College Prep - the Korean way
A fascinating report in the Sunday New York Times details life inside an elite Korean prep school where literally dozens of the seniors are accepted to Ivy League colleges each year. As in the American Ivy League. As in Harvard, Princeton and Yale - which host over 100 Korean undergraduates between them.
You might not have heard of the Daewon Prep School or the Minjok Leadership Academy, but these two Korean schools are training Korean kids to gain admission to US Universities by ensuring they get high GPA’s, often perfect SAT or ACT scores and up to a boat-load of AP’s.
How do they do this?
They do it the old-fashioned way. They work at it. These kids are in school a full month longer than any American high school. And they study for 15 hours a day. An American tutor who teaches writing marvels:
“Even my worst students are great . . . They’re professionals; if I teach them, they’ll learn it. I get e-mails at 2 a.m. I’ll respond and go to bed. When I get up, I’ll find a follow-up question mailed at 5 a.m.”
The lesson for American high school students aiming for a place at a selective college is that, as has been noted, the world is flat. Meaning that not only can they look at colleges outside the US for a quality education at a lower price, but the best and brightest from around the world look to the US for their education. They are competing in a shrinking world.
It also means that their roommate might prefer kimchee to ketchup and they’ll be exposed to different cultures as an undergraduate which will better prepare them for life after college. ‘Cos four years from now, they’ll not be competing for college places, they’ll be competing for jobs.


**Problem requirements**
Could you please retype the records exactly, minus their pictures?

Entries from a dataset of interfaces
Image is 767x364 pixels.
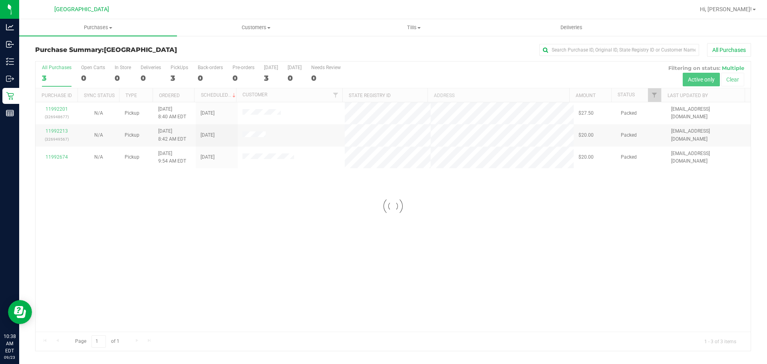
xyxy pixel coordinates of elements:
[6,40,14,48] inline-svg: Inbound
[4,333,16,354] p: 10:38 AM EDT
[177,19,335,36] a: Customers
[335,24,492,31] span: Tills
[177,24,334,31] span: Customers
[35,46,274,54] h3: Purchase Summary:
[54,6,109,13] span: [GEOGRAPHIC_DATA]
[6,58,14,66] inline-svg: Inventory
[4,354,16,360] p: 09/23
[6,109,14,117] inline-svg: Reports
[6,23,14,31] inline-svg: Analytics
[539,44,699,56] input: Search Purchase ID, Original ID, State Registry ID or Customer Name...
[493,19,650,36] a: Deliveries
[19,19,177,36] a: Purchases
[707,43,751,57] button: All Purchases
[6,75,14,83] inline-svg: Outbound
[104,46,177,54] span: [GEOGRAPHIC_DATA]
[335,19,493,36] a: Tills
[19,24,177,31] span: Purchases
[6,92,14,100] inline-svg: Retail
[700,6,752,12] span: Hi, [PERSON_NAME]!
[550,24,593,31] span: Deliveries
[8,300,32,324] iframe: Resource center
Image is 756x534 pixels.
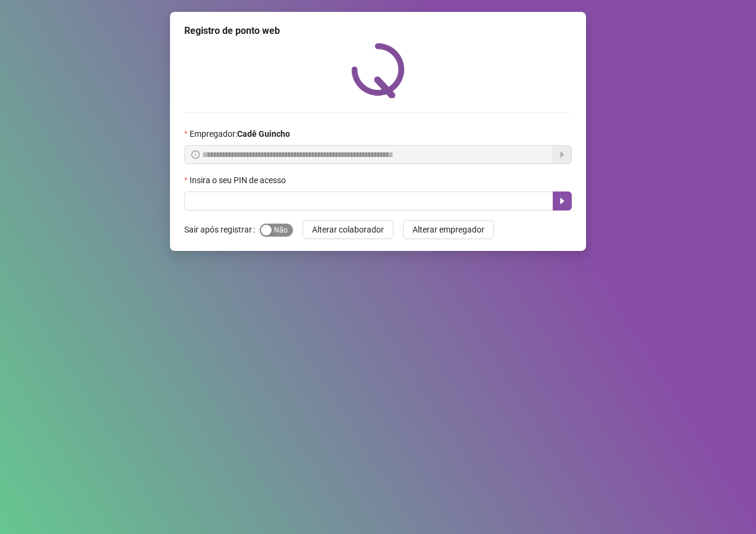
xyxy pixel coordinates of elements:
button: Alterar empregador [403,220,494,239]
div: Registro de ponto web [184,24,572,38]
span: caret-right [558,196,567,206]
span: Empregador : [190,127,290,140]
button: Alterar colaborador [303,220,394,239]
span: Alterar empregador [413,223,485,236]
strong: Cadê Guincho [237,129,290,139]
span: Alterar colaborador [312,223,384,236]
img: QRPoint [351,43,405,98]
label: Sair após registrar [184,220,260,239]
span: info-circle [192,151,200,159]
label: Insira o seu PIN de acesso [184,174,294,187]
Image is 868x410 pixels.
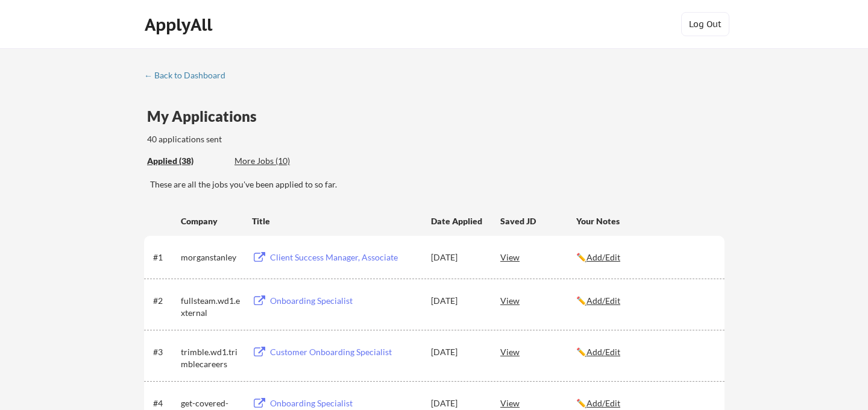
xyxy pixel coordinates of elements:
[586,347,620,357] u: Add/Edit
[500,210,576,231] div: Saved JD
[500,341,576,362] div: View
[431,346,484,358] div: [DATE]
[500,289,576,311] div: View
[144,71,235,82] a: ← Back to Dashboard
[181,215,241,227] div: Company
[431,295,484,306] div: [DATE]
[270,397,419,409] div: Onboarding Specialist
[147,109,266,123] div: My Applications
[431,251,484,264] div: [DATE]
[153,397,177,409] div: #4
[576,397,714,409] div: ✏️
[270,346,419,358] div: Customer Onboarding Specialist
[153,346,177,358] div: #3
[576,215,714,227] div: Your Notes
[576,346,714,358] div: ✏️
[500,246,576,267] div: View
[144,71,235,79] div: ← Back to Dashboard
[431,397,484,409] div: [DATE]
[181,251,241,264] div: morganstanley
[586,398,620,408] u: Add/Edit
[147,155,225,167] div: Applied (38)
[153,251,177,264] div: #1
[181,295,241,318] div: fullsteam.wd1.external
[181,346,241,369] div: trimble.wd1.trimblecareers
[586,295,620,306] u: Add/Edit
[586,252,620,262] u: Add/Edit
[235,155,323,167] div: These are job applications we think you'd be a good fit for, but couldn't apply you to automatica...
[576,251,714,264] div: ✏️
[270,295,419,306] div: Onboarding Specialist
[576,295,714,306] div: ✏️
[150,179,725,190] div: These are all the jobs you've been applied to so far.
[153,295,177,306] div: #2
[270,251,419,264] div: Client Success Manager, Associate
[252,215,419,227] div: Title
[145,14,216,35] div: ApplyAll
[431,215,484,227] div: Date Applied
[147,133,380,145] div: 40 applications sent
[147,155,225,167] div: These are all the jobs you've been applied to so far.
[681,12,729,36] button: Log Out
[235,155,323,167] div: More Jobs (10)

**Exercise response**
Image is 767x364 pixels.
xyxy pixel coordinates of elements:
[6,40,14,48] inline-svg: Inbound
[4,333,16,354] p: 10:38 AM EDT
[177,19,335,36] a: Customers
[335,24,492,31] span: Tills
[177,24,334,31] span: Customers
[35,46,274,54] h3: Purchase Summary:
[54,6,109,13] span: [GEOGRAPHIC_DATA]
[6,58,14,66] inline-svg: Inventory
[4,354,16,360] p: 09/23
[6,109,14,117] inline-svg: Reports
[6,23,14,31] inline-svg: Analytics
[539,44,699,56] input: Search Purchase ID, Original ID, State Registry ID or Customer Name...
[493,19,650,36] a: Deliveries
[19,19,177,36] a: Purchases
[707,43,751,57] button: All Purchases
[6,75,14,83] inline-svg: Outbound
[104,46,177,54] span: [GEOGRAPHIC_DATA]
[335,19,493,36] a: Tills
[19,24,177,31] span: Purchases
[6,92,14,100] inline-svg: Retail
[700,6,752,12] span: Hi, [PERSON_NAME]!
[550,24,593,31] span: Deliveries
[8,300,32,324] iframe: Resource center
Image is 756x534 pixels.
xyxy pixel coordinates of elements:
button: Alterar empregador [403,220,494,239]
div: Registro de ponto web [184,24,572,38]
span: caret-right [558,196,567,206]
span: Empregador : [190,127,290,140]
button: Alterar colaborador [303,220,394,239]
span: Alterar empregador [413,223,485,236]
strong: Cadê Guincho [237,129,290,139]
span: Alterar colaborador [312,223,384,236]
img: QRPoint [351,43,405,98]
label: Sair após registrar [184,220,260,239]
span: info-circle [192,151,200,159]
label: Insira o seu PIN de acesso [184,174,294,187]
Image is 868x410 pixels.
xyxy pixel coordinates of elements:
[586,347,620,357] u: Add/Edit
[500,210,576,231] div: Saved JD
[500,341,576,362] div: View
[431,346,484,358] div: [DATE]
[500,289,576,311] div: View
[144,71,235,82] a: ← Back to Dashboard
[181,215,241,227] div: Company
[431,295,484,306] div: [DATE]
[270,397,419,409] div: Onboarding Specialist
[147,109,266,123] div: My Applications
[431,251,484,264] div: [DATE]
[153,397,177,409] div: #4
[576,397,714,409] div: ✏️
[270,346,419,358] div: Customer Onboarding Specialist
[153,346,177,358] div: #3
[576,215,714,227] div: Your Notes
[576,346,714,358] div: ✏️
[500,246,576,267] div: View
[144,71,235,79] div: ← Back to Dashboard
[431,397,484,409] div: [DATE]
[181,251,241,264] div: morganstanley
[586,398,620,408] u: Add/Edit
[147,155,225,167] div: Applied (38)
[153,251,177,264] div: #1
[181,295,241,318] div: fullsteam.wd1.external
[181,346,241,369] div: trimble.wd1.trimblecareers
[586,295,620,306] u: Add/Edit
[586,252,620,262] u: Add/Edit
[235,155,323,167] div: These are job applications we think you'd be a good fit for, but couldn't apply you to automatica...
[576,251,714,264] div: ✏️
[270,295,419,306] div: Onboarding Specialist
[576,295,714,306] div: ✏️
[150,179,725,190] div: These are all the jobs you've been applied to so far.
[153,295,177,306] div: #2
[270,251,419,264] div: Client Success Manager, Associate
[252,215,419,227] div: Title
[145,14,216,35] div: ApplyAll
[431,215,484,227] div: Date Applied
[147,133,380,145] div: 40 applications sent
[147,155,225,167] div: These are all the jobs you've been applied to so far.
[681,12,729,36] button: Log Out
[235,155,323,167] div: More Jobs (10)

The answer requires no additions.